Terrance Carter forced more missed tackles than any tight end in the country. He bypassed the portal and the draft to anchor a Texas Tech team with real Playoff ambitions — the safety valve who turns a short catch into a long gain.
Carter's 2025 was built on what happens after the catch: roughly 46 receptions for 552 yards, and a nation-leading 23 forced missed tackles among FBS tight ends — a 6-2, 245-pound move tight end who "excels in space." He chose to return rather than test the portal or the draft, staying to build chemistry with the Texas Tech quarterback room. The forward stakes ride the program's: the Red Raiders enter 2026 with playoff ambitions, and Carter is the reliable, run-after-catch security blanket those offenses need. He's not the highlight-reel vertical threat; he's the third-down conversion and the chunk gain that keeps drives alive.
How he plays
Carter is a yards-after-catch tight end — the defining number is the one he led all FBS tight ends in: 23 forced missed tackles. At 6-2, 245, he's described as a player who "excels in space," the move-tight-end profile that wins on the catch-and-run rather than the contested deep ball. He's a chains-mover and a matchup piece in the middle of the field, the reliable target a quarterback finds when the play breaks down. The growth edge is volume and the vertical element; the floor is a dependable, tackle-breaking safety valve on a team that wants to contend.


Lines before the one containing "Locate the bounding box of *person*." are to be left out; that line and every line after it, through the last line below, are to be reproduced exactly.

=== INPUT DATA ===

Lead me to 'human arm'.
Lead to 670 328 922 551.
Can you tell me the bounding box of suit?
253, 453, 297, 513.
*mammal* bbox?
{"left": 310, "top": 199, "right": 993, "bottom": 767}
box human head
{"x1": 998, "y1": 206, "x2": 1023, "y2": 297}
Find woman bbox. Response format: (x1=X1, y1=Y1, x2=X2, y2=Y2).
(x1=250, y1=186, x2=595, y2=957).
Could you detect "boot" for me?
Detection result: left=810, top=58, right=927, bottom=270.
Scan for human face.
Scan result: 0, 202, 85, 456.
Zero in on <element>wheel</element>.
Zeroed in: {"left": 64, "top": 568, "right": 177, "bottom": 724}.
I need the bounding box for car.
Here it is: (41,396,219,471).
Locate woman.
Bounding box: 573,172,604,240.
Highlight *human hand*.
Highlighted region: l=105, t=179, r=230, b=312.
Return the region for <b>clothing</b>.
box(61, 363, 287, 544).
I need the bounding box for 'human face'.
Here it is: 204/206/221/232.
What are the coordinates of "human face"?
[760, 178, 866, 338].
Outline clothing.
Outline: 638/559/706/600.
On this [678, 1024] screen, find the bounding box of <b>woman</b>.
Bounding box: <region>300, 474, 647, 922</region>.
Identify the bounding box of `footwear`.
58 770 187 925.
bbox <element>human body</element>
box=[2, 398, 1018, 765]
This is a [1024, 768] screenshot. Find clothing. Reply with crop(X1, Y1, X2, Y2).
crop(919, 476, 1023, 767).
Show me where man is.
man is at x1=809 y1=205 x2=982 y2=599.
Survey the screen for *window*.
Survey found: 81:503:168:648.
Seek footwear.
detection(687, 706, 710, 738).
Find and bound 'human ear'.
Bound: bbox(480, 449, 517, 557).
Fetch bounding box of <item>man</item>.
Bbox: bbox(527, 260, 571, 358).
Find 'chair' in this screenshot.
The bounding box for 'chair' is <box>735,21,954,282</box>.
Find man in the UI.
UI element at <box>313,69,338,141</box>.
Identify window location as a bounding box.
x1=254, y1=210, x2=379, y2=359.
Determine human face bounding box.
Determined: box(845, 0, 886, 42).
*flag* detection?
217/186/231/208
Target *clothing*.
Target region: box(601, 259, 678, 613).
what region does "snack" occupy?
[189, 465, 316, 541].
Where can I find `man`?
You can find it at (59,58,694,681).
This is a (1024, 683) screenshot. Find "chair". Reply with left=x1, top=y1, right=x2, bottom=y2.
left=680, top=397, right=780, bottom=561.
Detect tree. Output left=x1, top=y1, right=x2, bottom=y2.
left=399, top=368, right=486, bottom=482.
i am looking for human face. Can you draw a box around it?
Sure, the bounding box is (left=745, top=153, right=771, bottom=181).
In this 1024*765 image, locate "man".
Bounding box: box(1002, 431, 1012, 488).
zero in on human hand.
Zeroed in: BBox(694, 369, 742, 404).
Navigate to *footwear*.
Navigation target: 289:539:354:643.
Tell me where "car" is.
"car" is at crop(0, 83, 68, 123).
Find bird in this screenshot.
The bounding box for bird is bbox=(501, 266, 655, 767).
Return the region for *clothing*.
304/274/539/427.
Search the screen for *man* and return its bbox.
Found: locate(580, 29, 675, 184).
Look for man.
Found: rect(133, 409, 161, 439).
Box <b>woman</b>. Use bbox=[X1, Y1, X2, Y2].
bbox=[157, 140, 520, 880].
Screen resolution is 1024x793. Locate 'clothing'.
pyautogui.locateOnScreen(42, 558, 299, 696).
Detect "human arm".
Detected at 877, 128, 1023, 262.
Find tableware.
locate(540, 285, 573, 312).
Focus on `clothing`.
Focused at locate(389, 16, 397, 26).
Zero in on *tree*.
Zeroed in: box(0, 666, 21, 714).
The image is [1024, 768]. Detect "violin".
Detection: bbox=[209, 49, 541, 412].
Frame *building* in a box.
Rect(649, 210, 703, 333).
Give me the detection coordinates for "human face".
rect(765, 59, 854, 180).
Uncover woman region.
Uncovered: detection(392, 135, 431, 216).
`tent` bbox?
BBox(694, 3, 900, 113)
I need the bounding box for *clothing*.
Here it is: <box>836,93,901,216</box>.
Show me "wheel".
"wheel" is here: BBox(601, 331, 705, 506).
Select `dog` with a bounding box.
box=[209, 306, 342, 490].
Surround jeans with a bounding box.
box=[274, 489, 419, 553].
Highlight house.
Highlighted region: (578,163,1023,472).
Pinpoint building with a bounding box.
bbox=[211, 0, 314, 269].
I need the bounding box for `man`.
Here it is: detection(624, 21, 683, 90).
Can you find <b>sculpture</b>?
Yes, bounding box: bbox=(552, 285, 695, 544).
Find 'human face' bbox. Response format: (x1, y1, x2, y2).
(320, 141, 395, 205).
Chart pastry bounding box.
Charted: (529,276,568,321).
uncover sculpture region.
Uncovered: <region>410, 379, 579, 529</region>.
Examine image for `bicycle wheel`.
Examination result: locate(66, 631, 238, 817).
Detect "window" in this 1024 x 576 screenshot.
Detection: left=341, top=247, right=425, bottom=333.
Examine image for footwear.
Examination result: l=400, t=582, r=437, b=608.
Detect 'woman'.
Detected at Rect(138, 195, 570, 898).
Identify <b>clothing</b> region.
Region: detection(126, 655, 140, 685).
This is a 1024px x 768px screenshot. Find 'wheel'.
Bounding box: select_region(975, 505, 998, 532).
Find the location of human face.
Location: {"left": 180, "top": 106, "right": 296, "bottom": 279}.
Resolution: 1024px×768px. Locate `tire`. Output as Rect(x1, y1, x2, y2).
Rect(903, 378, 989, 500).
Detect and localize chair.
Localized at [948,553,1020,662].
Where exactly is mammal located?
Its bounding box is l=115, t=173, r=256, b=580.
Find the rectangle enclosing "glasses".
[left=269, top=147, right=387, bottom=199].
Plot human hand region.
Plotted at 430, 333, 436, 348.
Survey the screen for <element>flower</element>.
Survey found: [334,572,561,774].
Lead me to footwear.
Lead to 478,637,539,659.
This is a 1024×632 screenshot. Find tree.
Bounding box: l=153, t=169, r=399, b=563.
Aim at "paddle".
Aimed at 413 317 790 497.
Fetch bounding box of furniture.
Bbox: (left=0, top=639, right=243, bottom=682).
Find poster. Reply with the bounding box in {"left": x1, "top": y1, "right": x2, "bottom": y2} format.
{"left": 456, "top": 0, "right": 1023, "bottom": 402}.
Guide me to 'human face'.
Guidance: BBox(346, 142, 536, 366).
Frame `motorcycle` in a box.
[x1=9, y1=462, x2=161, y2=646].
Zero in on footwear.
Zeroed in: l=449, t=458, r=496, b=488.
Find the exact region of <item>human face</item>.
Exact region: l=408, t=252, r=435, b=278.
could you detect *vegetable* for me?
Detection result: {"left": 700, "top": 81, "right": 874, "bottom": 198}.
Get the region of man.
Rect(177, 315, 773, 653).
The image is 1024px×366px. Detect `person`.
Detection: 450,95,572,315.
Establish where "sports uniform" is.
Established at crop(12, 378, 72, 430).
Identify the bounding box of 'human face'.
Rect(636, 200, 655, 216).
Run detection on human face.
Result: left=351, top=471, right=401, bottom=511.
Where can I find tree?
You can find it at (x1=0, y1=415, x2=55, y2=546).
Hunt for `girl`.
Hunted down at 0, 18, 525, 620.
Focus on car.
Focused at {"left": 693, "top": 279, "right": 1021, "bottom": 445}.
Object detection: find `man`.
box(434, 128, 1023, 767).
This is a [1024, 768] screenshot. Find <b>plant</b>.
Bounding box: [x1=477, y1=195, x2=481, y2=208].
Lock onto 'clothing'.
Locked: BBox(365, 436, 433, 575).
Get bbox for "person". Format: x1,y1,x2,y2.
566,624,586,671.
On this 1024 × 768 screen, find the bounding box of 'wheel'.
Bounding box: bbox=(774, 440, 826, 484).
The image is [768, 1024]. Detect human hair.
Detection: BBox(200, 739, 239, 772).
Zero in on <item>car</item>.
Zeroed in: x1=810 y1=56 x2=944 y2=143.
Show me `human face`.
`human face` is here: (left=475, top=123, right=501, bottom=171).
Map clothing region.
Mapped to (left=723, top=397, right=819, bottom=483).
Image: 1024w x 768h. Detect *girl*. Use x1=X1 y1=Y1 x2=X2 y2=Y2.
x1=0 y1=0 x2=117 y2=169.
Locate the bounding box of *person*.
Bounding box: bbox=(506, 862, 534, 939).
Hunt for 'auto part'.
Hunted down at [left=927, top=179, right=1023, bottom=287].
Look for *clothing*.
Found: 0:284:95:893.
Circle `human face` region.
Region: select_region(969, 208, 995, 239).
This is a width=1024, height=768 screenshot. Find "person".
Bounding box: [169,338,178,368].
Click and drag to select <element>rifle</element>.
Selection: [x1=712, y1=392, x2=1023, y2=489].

===

_YOUR SOLUTION_:
Locate the bounding box of *person*.
Bounding box: bbox=(506, 862, 534, 939).
Hunt for 'auto part'.
Hunted down at [left=927, top=179, right=1023, bottom=287].
Look for *clothing*.
Found: 0:284:95:893.
Circle `human face` region.
Region: select_region(969, 208, 995, 239).
This is a width=1024, height=768 screenshot. Find "person".
Bounding box: [169,338,178,368].
Click and drag to select <element>rifle</element>.
Selection: [x1=712, y1=392, x2=1023, y2=489].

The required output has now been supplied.